Since their rescue on June 9, Lesly (13), Soleiny (9), Tien Noriel (5) and Cristin (1) had been hospitalized at the military hospital in Bogota. According to Astrid Caceres, director of the Colombian Institute for the Protection of the Family (ICBF), there are no physical consequences of their 40 days of wandering in the forest, where they ended up after a plane crash in which their mother and two other adults died. Even Cristin, who was less than a year old when the plane crashed on May 1, is “completely recovered in terms of physical development”added the manager.
So far, only footage is known of when a group of natives found the children among the vegetation. The video, filmed on a cell phone, shows them haggard and terribly thin. In the hospital, special treatment was given to them and they were fed with preparations of the Uitoto ethnic group to which they belong, such as cassava flour.

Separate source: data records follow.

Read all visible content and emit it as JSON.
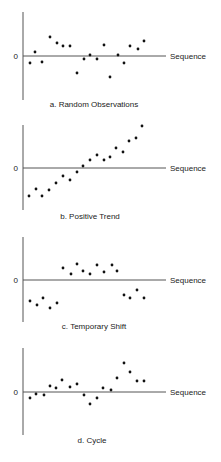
{
  "figure": {
    "zero_label": "0",
    "x_axis_label": "Sequence"
  },
  "chart_data": [
    {
      "type": "scatter",
      "title": "a. Random Observations",
      "xlabel": "Sequence",
      "ylabel": "",
      "y_tick_labels": [
        "0"
      ],
      "grid": false,
      "legend": null,
      "x": [
        1,
        2,
        3,
        4,
        5,
        6,
        7,
        8,
        9,
        10,
        11,
        12,
        13,
        14,
        15,
        16,
        17,
        18
      ],
      "values": [
        -0.7,
        0.4,
        -0.6,
        1.9,
        1.3,
        1.0,
        1.0,
        -1.7,
        -0.3,
        0.1,
        -0.3,
        1.1,
        -2.1,
        0.1,
        -0.7,
        1.0,
        0.7,
        1.5
      ]
    },
    {
      "type": "scatter",
      "title": "b. Positive Trend",
      "xlabel": "Sequence",
      "ylabel": "",
      "y_tick_labels": [
        "0"
      ],
      "grid": false,
      "legend": null,
      "x": [
        1,
        2,
        3,
        4,
        5,
        6,
        7,
        8,
        9,
        10,
        11,
        12,
        13,
        14,
        15,
        16,
        17,
        18
      ],
      "values": [
        -2.8,
        -2.1,
        -2.8,
        -2.2,
        -1.5,
        -0.8,
        -1.2,
        -0.4,
        0.2,
        0.8,
        1.3,
        0.8,
        1.1,
        2.0,
        1.6,
        2.7,
        3.0,
        4.2
      ]
    },
    {
      "type": "scatter",
      "title": "c. Temporary Shift",
      "xlabel": "Sequence",
      "ylabel": "",
      "y_tick_labels": [
        "0"
      ],
      "grid": false,
      "legend": null,
      "x": [
        1,
        2,
        3,
        4,
        5,
        6,
        7,
        8,
        9,
        10,
        11,
        12,
        13,
        14,
        15,
        16,
        17,
        18
      ],
      "values": [
        -2.1,
        -2.5,
        -1.8,
        -2.8,
        -2.3,
        1.2,
        0.6,
        1.6,
        0.9,
        0.6,
        1.5,
        0.8,
        1.5,
        0.9,
        -1.5,
        -1.8,
        -1.0,
        -1.8
      ]
    },
    {
      "type": "scatter",
      "title": "d. Cycle",
      "xlabel": "Sequence",
      "ylabel": "",
      "y_tick_labels": [
        "0"
      ],
      "grid": false,
      "legend": null,
      "x": [
        1,
        2,
        3,
        4,
        5,
        6,
        7,
        8,
        9,
        10,
        11,
        12,
        13,
        14,
        15,
        16,
        17,
        18
      ],
      "values": [
        -0.6,
        -0.2,
        -0.3,
        0.6,
        0.4,
        1.2,
        0.5,
        0.8,
        -0.3,
        -1.2,
        -0.6,
        0.4,
        0.2,
        1.4,
        2.9,
        2.0,
        1.1,
        1.1
      ]
    }
  ],
  "panels": [
    {
      "caption": "a. Random Observations",
      "axis": {
        "x0": 23,
        "y_top": 12,
        "y_bottom": 100,
        "y_zero": 56,
        "x_end": 166
      },
      "caption_x": 94,
      "caption_y": 107,
      "points": [
        [
          30,
          63
        ],
        [
          35,
          52
        ],
        [
          42,
          62
        ],
        [
          50,
          37
        ],
        [
          57,
          43
        ],
        [
          63,
          46
        ],
        [
          70,
          46
        ],
        [
          77,
          73
        ],
        [
          84,
          59
        ],
        [
          90,
          55
        ],
        [
          97,
          59
        ],
        [
          104,
          45
        ],
        [
          110,
          77
        ],
        [
          118,
          55
        ],
        [
          124,
          63
        ],
        [
          130,
          46
        ],
        [
          138,
          49
        ],
        [
          144,
          41
        ]
      ]
    },
    {
      "caption": "b. Positive Trend",
      "axis": {
        "x0": 23,
        "y_top": 125,
        "y_bottom": 210,
        "y_zero": 168,
        "x_end": 166
      },
      "caption_x": 90,
      "caption_y": 219,
      "points": [
        [
          29,
          196
        ],
        [
          36,
          189
        ],
        [
          42,
          196
        ],
        [
          49,
          190
        ],
        [
          56,
          183
        ],
        [
          63,
          176
        ],
        [
          70,
          180
        ],
        [
          77,
          172
        ],
        [
          83,
          166
        ],
        [
          90,
          160
        ],
        [
          97,
          155
        ],
        [
          104,
          160
        ],
        [
          110,
          157
        ],
        [
          116,
          148
        ],
        [
          123,
          152
        ],
        [
          129,
          141
        ],
        [
          136,
          138
        ],
        [
          142,
          126
        ]
      ]
    },
    {
      "caption": "c. Temporary Shift",
      "axis": {
        "x0": 23,
        "y_top": 237,
        "y_bottom": 322,
        "y_zero": 280,
        "x_end": 166
      },
      "caption_x": 94,
      "caption_y": 329,
      "points": [
        [
          30,
          301
        ],
        [
          37,
          305
        ],
        [
          43,
          298
        ],
        [
          50,
          308
        ],
        [
          57,
          303
        ],
        [
          63,
          268
        ],
        [
          71,
          274
        ],
        [
          77,
          264
        ],
        [
          83,
          271
        ],
        [
          90,
          274
        ],
        [
          97,
          265
        ],
        [
          104,
          272
        ],
        [
          112,
          265
        ],
        [
          117,
          271
        ],
        [
          124,
          295
        ],
        [
          130,
          298
        ],
        [
          137,
          290
        ],
        [
          144,
          298
        ]
      ]
    },
    {
      "caption": "d. Cycle",
      "axis": {
        "x0": 23,
        "y_top": 348,
        "y_bottom": 435,
        "y_zero": 392,
        "x_end": 166
      },
      "caption_x": 92,
      "caption_y": 443,
      "points": [
        [
          30,
          398
        ],
        [
          36,
          394
        ],
        [
          44,
          395
        ],
        [
          50,
          386
        ],
        [
          56,
          388
        ],
        [
          62,
          380
        ],
        [
          70,
          387
        ],
        [
          77,
          384
        ],
        [
          84,
          395
        ],
        [
          90,
          404
        ],
        [
          97,
          398
        ],
        [
          103,
          388
        ],
        [
          111,
          390
        ],
        [
          117,
          378
        ],
        [
          124,
          363
        ],
        [
          130,
          372
        ],
        [
          137,
          381
        ],
        [
          144,
          381
        ]
      ]
    }
  ]
}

A documentary in the making
The ICBF will retain guardianship of the siblings for at least six months, as “further investigation is needed on the situation and the family environment” children.
After the rescue, a battle erupted between the maternal grandparents and the father of the two youngest children over who would have custody of them. According to a complaint from the grandfather, the man abused the mother. In the meantime, they will live with other children in an ICBF home, the whereabouts of which have not been disclosed. Astrid Caceres only assured that they would live in a rural area, where they would feel “comfortable”. The Colombian government rigorously protected the siblings from any media exposure. President Gustavo Petro recently announced the preparation of a documentary on their survival in the forest.